When it comes time for her to discuss the band, it has the slight hint of someone who is just learning how to write about music. The Strokes seem to matter to her because, like you, she remembers them from college, or her friends: "If half the guys I know could bottle the band up and spray themselves with eau de Is This It, they would." I think this is supposed to speak to the cultural hold the Strokes maintain, but to me it speaks more to who Sloane Crosley hangs out with on weekends. One of the band members plays her Angles early, and after some cajoling she offers the appraisal that "most of the tracks... are so instantly catchy that the couple songs that don't measure up are like iodine in your throat." If you adjust this against the music-magazine hype and the accompanying attempt to overcorrect, what she is actually saying is more like: the album is pretty decent overall; it's got some duff tracks in addition to many clear highlights. Maybe that's presumptuous of me, to dismiss her feelings as a starrier-eyed, dressed-up version of my feelings. I'll put it another, less presumptuous but more directly disagreeable way: no, nothing on Angles is bracing enough to feel like iodine in your throat.

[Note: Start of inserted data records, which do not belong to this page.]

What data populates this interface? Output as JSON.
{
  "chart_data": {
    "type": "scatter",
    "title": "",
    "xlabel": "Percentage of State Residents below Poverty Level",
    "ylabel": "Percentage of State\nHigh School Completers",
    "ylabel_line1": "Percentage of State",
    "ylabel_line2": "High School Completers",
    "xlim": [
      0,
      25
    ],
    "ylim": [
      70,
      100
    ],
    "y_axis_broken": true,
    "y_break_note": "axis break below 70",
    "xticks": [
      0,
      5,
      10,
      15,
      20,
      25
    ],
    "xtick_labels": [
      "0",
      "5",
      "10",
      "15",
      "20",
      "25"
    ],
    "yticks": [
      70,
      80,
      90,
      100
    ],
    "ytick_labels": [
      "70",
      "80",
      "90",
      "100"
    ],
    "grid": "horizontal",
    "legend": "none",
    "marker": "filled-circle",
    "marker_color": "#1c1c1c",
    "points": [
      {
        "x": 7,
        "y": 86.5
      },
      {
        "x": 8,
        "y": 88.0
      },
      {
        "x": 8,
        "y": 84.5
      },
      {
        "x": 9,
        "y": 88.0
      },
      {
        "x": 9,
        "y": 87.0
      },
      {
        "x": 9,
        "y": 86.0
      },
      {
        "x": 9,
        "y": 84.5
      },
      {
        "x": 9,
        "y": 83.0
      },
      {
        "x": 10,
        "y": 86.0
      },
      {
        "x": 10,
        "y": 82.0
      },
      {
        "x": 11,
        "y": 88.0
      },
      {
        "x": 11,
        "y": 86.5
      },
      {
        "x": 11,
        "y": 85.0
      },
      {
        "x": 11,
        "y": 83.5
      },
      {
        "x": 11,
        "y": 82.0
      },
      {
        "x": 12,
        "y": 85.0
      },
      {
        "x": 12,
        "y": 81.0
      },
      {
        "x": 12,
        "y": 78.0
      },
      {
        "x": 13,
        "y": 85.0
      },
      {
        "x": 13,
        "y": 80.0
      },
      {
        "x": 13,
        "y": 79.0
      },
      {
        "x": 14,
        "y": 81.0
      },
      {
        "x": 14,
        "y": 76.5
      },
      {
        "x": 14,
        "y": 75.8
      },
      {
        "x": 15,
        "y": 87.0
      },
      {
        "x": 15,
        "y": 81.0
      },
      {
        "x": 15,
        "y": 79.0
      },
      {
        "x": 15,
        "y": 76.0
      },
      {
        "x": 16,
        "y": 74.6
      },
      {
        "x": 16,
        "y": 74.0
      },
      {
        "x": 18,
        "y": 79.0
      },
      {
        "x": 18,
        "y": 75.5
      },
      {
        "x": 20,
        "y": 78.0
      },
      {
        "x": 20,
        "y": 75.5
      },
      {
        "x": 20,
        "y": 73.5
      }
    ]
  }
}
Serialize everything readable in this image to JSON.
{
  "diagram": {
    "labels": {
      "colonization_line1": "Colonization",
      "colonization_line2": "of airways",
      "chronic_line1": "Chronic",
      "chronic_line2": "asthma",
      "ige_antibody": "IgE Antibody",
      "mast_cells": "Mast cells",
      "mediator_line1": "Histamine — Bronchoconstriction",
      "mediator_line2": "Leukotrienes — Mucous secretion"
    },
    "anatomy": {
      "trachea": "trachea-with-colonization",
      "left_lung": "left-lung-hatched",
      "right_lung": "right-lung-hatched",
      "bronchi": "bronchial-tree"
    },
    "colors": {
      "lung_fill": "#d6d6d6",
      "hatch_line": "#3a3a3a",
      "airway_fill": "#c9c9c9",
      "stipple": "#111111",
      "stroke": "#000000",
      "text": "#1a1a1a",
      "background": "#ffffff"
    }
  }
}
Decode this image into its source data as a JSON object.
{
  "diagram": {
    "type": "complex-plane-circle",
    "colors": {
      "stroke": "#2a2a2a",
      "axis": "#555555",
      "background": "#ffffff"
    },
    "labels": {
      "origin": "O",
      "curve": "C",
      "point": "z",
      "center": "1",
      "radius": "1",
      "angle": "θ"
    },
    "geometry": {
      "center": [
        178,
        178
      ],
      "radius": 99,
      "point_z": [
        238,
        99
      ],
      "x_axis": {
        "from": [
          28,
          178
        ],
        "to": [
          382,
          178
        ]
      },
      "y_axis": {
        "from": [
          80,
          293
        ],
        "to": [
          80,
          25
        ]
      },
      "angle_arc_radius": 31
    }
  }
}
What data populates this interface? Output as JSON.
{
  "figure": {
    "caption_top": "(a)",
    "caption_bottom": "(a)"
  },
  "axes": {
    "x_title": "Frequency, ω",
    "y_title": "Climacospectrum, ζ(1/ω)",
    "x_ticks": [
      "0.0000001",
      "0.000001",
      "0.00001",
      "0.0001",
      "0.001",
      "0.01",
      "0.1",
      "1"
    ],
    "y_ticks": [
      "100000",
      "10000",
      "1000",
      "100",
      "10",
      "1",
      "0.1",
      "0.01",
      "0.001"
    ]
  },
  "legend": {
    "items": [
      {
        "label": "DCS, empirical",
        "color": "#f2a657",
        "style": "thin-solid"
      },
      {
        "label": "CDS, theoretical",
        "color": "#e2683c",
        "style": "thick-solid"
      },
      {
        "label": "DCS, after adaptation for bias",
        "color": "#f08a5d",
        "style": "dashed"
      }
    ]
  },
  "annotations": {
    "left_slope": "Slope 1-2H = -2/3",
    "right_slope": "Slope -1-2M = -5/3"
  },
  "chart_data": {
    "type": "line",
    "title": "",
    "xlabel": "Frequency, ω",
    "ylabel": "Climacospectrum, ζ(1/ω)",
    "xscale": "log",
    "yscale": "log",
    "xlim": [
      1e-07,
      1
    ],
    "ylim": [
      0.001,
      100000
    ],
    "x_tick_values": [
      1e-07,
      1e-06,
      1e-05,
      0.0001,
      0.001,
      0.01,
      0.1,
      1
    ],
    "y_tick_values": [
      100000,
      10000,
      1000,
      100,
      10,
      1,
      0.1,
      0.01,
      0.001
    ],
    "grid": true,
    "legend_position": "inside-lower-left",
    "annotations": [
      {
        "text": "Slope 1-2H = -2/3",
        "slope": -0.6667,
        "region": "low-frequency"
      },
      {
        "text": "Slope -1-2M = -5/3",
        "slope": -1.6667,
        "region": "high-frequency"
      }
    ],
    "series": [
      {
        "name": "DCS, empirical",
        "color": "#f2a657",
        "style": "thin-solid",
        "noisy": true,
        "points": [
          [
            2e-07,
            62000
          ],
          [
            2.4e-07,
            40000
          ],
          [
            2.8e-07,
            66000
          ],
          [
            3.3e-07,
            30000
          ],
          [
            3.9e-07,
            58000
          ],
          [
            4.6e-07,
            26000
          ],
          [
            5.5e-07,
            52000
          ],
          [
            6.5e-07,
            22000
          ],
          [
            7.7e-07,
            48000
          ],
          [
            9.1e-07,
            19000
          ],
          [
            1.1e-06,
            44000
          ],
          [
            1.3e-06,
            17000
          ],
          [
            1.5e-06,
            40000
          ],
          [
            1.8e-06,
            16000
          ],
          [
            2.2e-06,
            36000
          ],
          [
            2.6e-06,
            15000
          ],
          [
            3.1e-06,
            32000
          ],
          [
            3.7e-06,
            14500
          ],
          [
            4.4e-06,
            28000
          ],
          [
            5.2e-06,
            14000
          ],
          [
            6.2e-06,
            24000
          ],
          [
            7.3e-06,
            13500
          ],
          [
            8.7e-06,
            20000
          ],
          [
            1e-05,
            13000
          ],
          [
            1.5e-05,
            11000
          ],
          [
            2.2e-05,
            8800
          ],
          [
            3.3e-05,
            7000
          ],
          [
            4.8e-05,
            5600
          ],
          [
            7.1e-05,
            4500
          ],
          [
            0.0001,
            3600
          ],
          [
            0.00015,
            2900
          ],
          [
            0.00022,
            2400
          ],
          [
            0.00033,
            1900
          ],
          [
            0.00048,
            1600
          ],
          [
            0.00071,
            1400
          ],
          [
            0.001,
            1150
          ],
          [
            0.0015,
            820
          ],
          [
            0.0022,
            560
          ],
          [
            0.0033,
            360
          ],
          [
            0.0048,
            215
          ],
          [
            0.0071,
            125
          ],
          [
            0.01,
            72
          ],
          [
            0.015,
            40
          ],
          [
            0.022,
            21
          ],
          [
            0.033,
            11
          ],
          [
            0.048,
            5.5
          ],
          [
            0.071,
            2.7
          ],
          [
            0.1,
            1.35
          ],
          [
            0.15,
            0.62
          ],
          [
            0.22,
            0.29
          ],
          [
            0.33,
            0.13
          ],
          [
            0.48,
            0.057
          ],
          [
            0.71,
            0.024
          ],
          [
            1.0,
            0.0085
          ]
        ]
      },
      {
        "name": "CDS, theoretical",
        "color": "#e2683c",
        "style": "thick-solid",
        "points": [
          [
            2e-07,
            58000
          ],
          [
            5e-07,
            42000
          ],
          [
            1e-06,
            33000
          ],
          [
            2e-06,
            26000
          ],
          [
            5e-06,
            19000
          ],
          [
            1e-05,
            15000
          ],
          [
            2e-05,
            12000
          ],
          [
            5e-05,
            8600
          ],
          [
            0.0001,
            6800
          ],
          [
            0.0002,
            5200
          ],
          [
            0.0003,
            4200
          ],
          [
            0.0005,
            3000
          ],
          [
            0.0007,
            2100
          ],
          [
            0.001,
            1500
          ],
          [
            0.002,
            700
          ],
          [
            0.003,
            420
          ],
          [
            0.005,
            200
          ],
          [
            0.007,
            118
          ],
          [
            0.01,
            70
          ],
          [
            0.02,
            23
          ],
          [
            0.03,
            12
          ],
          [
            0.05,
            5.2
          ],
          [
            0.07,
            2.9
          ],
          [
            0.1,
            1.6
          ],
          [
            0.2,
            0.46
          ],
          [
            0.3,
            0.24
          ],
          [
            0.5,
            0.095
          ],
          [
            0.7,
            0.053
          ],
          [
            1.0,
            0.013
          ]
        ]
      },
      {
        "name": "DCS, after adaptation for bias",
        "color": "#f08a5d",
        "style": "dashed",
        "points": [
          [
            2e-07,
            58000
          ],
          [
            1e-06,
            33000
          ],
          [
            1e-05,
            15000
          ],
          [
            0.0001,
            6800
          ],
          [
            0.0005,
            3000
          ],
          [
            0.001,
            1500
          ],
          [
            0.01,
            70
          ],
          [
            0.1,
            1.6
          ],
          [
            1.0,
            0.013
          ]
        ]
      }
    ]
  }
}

Finally, towards the end of the article, Crosley drops this observation:

"The Strokes are in a marriage. Who among us can pick out a movie with four other people, forget make four albums?"

Well, I don't know, I feel like I know a lot of people who could pick a movie with four other people. Obviously fewer of them could make four albums, sure. But a lot of bands do it. A lot bands get way past four albums. I'm not suggesting being in a band isn't a somewhat fragile, bizarre, perhaps unnatural state, but nor am I so sure we should be gazing in admiration at the Strokes for managing to stick with their major-label-supported, famous-before-they-had-an-album band.

Sometimes journalists writing about the Strokes remind me of girls in college going on about Guster: I can see how it would be mindblowing if you hadn't heard that many bands before.

I know I'm talking a lot about the band's image, press, and attitude, moreso than how their songs actually sound, so I'm as guilty as anyone of talking about the Strokes, not really talking about their music. But here's the thing about their music: it's pretty good. They have a sound, sometimes they play around with it, but they basically have this one thing halfway between the Velvet Underground and the Cars, and they do it pretty well. There are a lot of bands that do this. Not average the Cars and the VU, but stay true to a catchy but rather specialized sound. The Rural Alberta Advantage, as I mentioned a few thousand words ago. The Pains of Being Pure at Heart just put out an album that, while is noticeable the nineties-influenced version of their sound versus the previous record's eighties-influenced version of their sound, still, you know, pretty much what you'd expect the Pains of Being Pure at Heart to sound like if you've heard a song or two of theirs. For me, the Strokes is one of those specialty type bands. They're never going to be your favorite, but sometimes you want to hear something that sounds just like that.

So why do the White Stripes and the Hold Steady and Vampire Weekend and countless other indie-rock type bands who also have a fairly particular and consistent (if more expansive than, say, RAA or Pains) sound seem so much worthier of attention, to me, than the Strokes? I think the common denominator is the feeling that all of those guys really like (or with the White Stripes, liked) (or with Jack White in any other band, like!) being in a band and playing music for a living. The Strokes -- and I realize this is all just baseless analysis and who am I to assume things about their motivations, etc. -- seem to treat it more like a job, and not a musician job so much as a recreating the feeling people had with Is This It job. Their weariness is wearying -- though maybe not so much as the cheerleading that currently accompanies their every move.